Takeovers of UK companies by foreign firms have surged to the highest point since the end of 2018, with more major deals under negotiation, including the £7bn sale of Morrisons to a US private equity house.
Mergers and acquisitions conducted by foreign companies of UK firms were worth £27.7bn between April and June, up from £8.3bn in the first quarter, according to the latest figures from the Office for National Statistics (ONS). That was the highest level since the last three months of 2018, when US cable giant Comcast’s £30bn takeover of Sky pushed the quarter’s total to £33.3bn.
Deals completed in the second quarter include the £7.2bn takeover, agreed last November, of the 300-year-old UK insurer RSA by Canadian rival Intact Financial Corporation and the Scandinavian insurer Tryg. The agreement will result in the breakup of RSA, which owns the More Than brand.
Security outsourcing firm G4S was bought by US firm Allied Universal Security Services in a £3.8bn deal, which trumped a rival offer from Canadian suitor GardaWorld.
A spate of more recent deals that have been agreed but not yet completed, as well as others that are still in the bidding process, are not included in the ONS data, and will push up the total of inward mergers and acquisitions for this year.
These include the proposed £7bn sale of Morrisons, Britain’s fourth-biggest supermarket group, to a US private equity firm. Clayton, Dubilier & Rice outbid US rival Fortress, which owns Majestic Wine and is itself owned by the Japanese investment company SoftBank. The trustees of the Morrisons pension schemes have warned that the sale could “materially weaken” the financial position of the funds.
Another controversial deal is the Marlboro cigarette maker Philip Morris International’s £1.1bn offer for the UK asthma inhaler maker Vectura, which was unanimously recommended by its board despite stark warnings from public health experts and charities. Shareholders have until 15 September to decide whether to accept the offer.
A number of UK firms in sectors ranging from telecoms to children’s social care have caught the eye of foreign private equity firms, raising fears over jobs and pensions. In the first half of 2021, private equity investment jumped to the highest level since 2017, according to KPMG, which tracked 785 private equity deals in the UK with a combined value of almost £74bn.
The UK infrastructure group John Laing has accepted a £2bn offer from US firm KKR, while Luxembourg-based CVC has clinched a £767m takeover of the London-listed vodka maker Stock Spirits.
Two British defence contractors have also attracted overseas bids: jobs are under threat at the British engineering firm Meggitt after it agreed a £6.3bn takeover deal by US rival Parker Hannifin, which the UK government is closely monitoring. The business minister, Kwasi Kwarteng, has also told the competition regulator to examine the proposed £2.6bn sale of Ultra Electronics to Cobham’s US private equity owner Advent on national security grounds.
In addition, Kwarteng has ordered a national security review of a takeover by a Chinese academic of a small Welsh manufacturer of graphene. The business secretary instructed the Competition and Markets Authority to review the planned takeover of Perpetuus Group by Taurus International or any companies associated with Dr Zhongfu Zhou.
According to data from Refinitiv, buyout companies from around the world have been targeting UK firms, comprising about a tenth of their total spend over the first six months of the year.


◆ Assignment
Keep only the lines that hold the string "plant", filtering out the rest of the entries below.
====== Records to use ======
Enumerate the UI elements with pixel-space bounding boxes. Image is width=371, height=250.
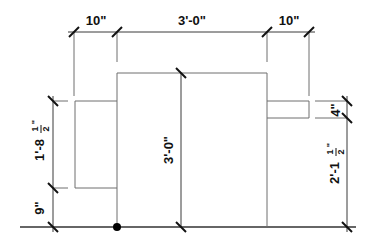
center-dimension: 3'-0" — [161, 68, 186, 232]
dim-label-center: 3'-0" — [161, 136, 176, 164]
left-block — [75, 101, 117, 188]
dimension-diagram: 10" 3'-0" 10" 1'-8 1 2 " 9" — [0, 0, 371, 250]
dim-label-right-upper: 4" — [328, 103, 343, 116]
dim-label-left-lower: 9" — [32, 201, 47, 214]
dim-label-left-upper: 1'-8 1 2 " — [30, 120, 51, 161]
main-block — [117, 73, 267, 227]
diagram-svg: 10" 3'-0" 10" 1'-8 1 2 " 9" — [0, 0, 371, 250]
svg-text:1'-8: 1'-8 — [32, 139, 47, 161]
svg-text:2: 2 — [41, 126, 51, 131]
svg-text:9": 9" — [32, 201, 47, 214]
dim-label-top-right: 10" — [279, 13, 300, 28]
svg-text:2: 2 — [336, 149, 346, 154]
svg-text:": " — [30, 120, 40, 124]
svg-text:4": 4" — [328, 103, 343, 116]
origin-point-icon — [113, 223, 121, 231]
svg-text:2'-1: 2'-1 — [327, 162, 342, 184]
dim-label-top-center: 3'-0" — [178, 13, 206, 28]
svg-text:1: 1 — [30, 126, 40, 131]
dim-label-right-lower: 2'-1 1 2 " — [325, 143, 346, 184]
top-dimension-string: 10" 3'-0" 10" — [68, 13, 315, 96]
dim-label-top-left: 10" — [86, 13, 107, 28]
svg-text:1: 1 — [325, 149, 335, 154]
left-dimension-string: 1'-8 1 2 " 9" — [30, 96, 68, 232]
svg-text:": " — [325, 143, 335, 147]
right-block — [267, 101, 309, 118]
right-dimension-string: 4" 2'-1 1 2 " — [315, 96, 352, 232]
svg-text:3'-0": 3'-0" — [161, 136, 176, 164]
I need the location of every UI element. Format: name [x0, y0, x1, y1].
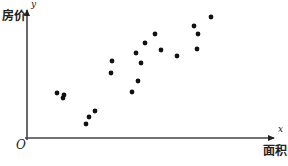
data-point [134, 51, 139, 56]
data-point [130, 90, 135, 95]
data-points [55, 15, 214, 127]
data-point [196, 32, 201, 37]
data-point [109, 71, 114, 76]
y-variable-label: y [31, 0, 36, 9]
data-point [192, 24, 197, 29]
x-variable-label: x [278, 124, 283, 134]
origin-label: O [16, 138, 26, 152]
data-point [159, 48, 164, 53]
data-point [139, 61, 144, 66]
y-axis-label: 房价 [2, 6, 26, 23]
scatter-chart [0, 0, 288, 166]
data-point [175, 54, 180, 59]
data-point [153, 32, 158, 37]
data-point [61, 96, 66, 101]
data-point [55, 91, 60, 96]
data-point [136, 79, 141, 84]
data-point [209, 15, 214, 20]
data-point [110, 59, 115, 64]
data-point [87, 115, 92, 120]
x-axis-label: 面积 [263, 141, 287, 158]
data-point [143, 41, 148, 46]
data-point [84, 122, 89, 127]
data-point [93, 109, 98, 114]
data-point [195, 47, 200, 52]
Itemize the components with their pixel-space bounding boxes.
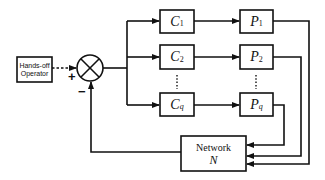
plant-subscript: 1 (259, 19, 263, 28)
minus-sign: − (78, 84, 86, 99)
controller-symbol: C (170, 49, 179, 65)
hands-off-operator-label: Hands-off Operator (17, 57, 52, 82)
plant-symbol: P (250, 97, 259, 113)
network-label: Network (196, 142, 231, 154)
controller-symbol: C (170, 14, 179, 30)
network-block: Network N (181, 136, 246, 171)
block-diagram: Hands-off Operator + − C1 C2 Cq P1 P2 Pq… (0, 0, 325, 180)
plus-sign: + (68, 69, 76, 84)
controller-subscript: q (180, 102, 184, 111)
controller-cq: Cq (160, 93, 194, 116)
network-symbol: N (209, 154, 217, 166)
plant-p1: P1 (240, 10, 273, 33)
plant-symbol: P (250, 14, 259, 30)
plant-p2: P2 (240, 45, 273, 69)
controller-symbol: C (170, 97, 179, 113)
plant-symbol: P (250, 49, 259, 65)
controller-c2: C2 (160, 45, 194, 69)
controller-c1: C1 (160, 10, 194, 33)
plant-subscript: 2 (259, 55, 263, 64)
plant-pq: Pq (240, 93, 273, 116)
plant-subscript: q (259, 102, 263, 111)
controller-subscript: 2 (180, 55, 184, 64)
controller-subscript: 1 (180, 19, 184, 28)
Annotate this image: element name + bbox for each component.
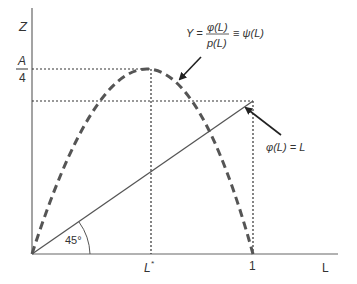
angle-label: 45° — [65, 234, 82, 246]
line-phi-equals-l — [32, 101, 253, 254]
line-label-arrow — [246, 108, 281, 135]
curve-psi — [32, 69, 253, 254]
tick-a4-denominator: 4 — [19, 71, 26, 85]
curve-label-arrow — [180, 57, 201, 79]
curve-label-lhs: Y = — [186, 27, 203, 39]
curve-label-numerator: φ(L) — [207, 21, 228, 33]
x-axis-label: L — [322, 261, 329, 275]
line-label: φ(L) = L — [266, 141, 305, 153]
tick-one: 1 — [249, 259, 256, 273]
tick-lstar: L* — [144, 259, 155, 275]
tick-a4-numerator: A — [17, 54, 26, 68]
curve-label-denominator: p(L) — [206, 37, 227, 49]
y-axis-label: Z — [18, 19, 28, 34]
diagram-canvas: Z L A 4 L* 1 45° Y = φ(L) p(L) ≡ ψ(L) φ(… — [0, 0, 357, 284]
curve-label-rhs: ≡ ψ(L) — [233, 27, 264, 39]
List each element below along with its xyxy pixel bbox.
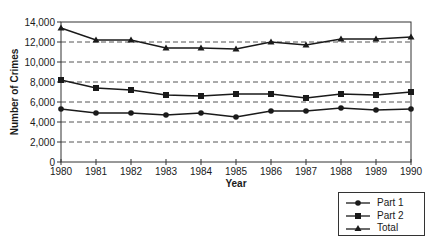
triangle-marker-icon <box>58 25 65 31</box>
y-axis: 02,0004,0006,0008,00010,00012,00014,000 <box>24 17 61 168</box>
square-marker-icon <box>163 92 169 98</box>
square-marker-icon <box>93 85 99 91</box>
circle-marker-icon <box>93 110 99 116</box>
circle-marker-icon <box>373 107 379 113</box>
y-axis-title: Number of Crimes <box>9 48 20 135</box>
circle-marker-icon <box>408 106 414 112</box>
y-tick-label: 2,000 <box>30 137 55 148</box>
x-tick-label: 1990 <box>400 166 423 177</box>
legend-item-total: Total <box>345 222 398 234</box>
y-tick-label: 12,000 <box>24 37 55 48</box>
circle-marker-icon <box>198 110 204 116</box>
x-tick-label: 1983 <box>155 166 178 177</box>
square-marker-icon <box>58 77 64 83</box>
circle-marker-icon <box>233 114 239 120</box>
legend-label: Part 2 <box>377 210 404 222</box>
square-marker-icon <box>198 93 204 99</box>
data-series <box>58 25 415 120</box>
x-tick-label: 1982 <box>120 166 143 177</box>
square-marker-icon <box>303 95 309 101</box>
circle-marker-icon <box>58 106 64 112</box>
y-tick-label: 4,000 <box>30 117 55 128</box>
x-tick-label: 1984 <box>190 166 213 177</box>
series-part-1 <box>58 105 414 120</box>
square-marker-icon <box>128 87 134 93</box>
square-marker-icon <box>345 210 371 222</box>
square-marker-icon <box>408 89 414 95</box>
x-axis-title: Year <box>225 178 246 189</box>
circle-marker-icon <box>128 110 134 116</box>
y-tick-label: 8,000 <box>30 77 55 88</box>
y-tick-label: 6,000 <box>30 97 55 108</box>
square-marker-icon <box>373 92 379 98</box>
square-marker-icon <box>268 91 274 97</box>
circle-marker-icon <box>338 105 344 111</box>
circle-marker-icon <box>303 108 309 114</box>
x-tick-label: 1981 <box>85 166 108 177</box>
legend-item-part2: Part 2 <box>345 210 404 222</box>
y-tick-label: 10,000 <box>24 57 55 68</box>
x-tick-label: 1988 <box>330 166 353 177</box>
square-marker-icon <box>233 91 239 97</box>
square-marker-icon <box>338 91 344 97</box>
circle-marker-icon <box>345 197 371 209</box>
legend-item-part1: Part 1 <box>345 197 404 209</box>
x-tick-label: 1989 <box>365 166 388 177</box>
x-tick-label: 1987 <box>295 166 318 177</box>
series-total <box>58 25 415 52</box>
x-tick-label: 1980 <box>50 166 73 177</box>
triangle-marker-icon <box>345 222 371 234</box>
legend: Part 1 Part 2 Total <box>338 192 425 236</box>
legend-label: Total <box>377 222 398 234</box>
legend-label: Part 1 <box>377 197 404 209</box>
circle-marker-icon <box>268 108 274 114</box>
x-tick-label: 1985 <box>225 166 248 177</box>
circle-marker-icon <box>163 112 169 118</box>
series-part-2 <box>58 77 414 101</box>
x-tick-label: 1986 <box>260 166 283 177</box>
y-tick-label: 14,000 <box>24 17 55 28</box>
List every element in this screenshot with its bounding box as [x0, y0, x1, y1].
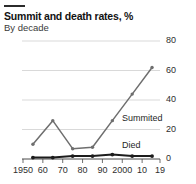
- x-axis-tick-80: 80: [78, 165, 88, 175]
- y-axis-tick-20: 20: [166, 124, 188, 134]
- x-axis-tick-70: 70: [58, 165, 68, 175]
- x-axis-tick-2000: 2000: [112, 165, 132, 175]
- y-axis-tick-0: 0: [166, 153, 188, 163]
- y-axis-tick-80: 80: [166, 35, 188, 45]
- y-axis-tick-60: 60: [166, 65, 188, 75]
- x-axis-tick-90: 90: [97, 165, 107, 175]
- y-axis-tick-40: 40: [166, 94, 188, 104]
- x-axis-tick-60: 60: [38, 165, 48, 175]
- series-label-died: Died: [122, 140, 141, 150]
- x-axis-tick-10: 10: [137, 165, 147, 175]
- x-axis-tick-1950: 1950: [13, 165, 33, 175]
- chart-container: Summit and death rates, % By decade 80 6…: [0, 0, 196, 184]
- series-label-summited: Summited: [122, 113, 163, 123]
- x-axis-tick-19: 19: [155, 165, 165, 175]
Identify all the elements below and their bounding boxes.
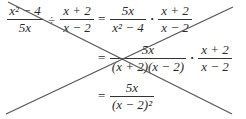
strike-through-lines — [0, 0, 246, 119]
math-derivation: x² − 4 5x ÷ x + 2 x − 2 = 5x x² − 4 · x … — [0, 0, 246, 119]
======
◆ Exercise response
plant-subscript: 1 (259, 19, 263, 28)
plant-symbol: P (250, 97, 259, 113)
plant-p1: P1 (240, 10, 273, 33)
plant-symbol: P (250, 14, 259, 30)
plant-p2: P2 (240, 45, 273, 69)
plant-symbol: P (250, 49, 259, 65)
plant-subscript: 2 (259, 55, 263, 64)
plant-pq: Pq (240, 93, 273, 116)
plant-subscript: q (259, 102, 263, 111)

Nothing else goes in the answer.